The day's salt-dry, sunburnt seventeen-mile journey by foot led to darkness. Selena remembered just forty-eight hours ago, in the protective confines of her own home, encased in the loving embrace of deep red brocade draperies, dark mahogany floors, thick wood furniture, marble bathrooms and kitchen -- the chestnut-scented fireplace warming their hearts -- and now, this, running from the war, escaping the enemy army's siege of the city where she'd lived and loved since her marriage just five years ago. But Hamish had died just six months into the war, leaving her a city widow, their boy not yet born. Now she made her frenzied way along the oft-traveled path -- this time by foot, not by the luxury of a carriage as many times before.
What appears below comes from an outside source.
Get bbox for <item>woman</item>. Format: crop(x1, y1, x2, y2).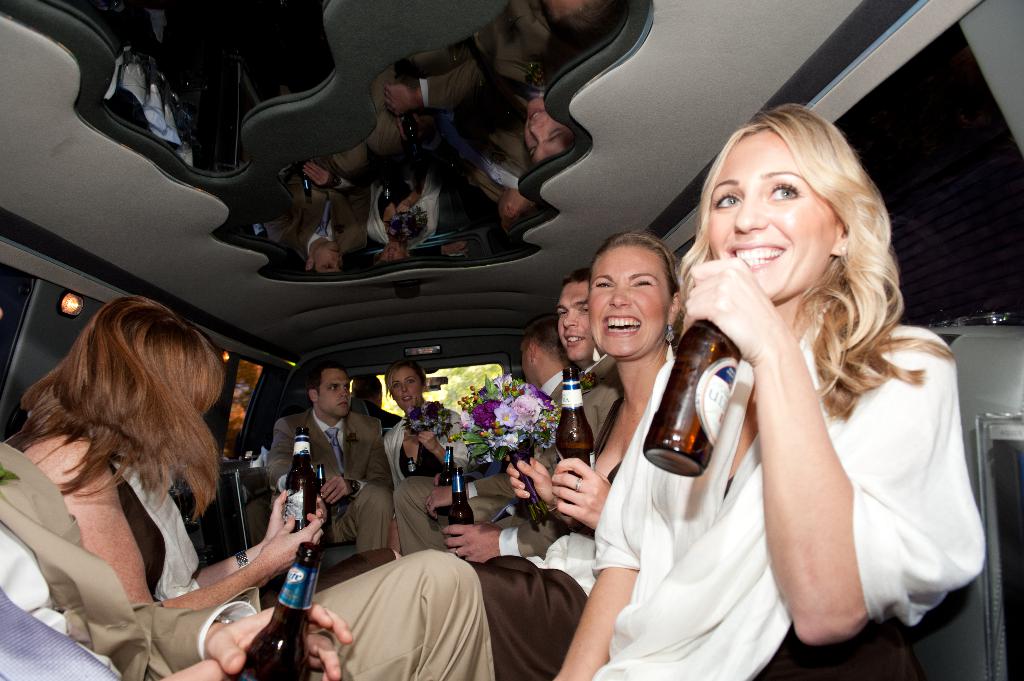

Selena, her 4-year old boy, her ailing sister-in-law, her popeyed maidservant, they would all find comfort and company in her family's country home, the white mansion anchored into the ground between two endless rows of oak trees. Mother would give her sister-in-law the guest room, nurse her to recovery. Papa would play with her son, frightened to death by the bombs and the shells, make him laugh and forget the nightmares that plagued his every night -- until the bombs stopped, the silence even more frightening, not knowing what the enemy planned, whether to ambush the city itself or to retreat to fight a different battle. Her sisters, coquettish in their pursuit of country gentlemen, would give her all the county gossip, safe in the quiet of the country, the happy embrace of the home, the family where Selena had spent her life before Hamish took her to town.
The four of them ached and moaned, reaching the top of the final incline that would bring the house and its oaks into view -- but darkness played tricks on their eyes, dizzy from a day's walk with no food and very little water -- Selena certain she could see only the vacant shell of a house, the two rows of oaks little more than stumps and leafless branches, alarming for the hot September they'd just encountered. They walked further on, down the hill and up the avenue -- no sign of life, no light in the house, just a black void with a roof. Ominous and lurid shadows cast from the trees, from picket fences collapsed on their sides. Selena broke free from her son's hand, her sister-in-law's arm, and ran the remaining two hundred feet.
Utter relief – the house had made it! The front door opened without turning the knob -- emptiness, scattered, broken furniture in the wide foyer where music once played. She darted into the dining room where feasts of roast beef, turkey, and ham, the smell of roasted chestnuts and sweet potatoes in the air had once made their mark -- no table, no shining silver, just an empty void -- even the portrait of her grandparents gone. She turned back, crossed the hall, and into the salon -- no portieres, no settees, no tables -- not a thing remained in this room but emptiness. Mother? Papa? Her sisters, where had they all gone? All gone, the seventeen mile journey that had brought the four of them from the hell of the city into this final abyss, abandoned and hopeless.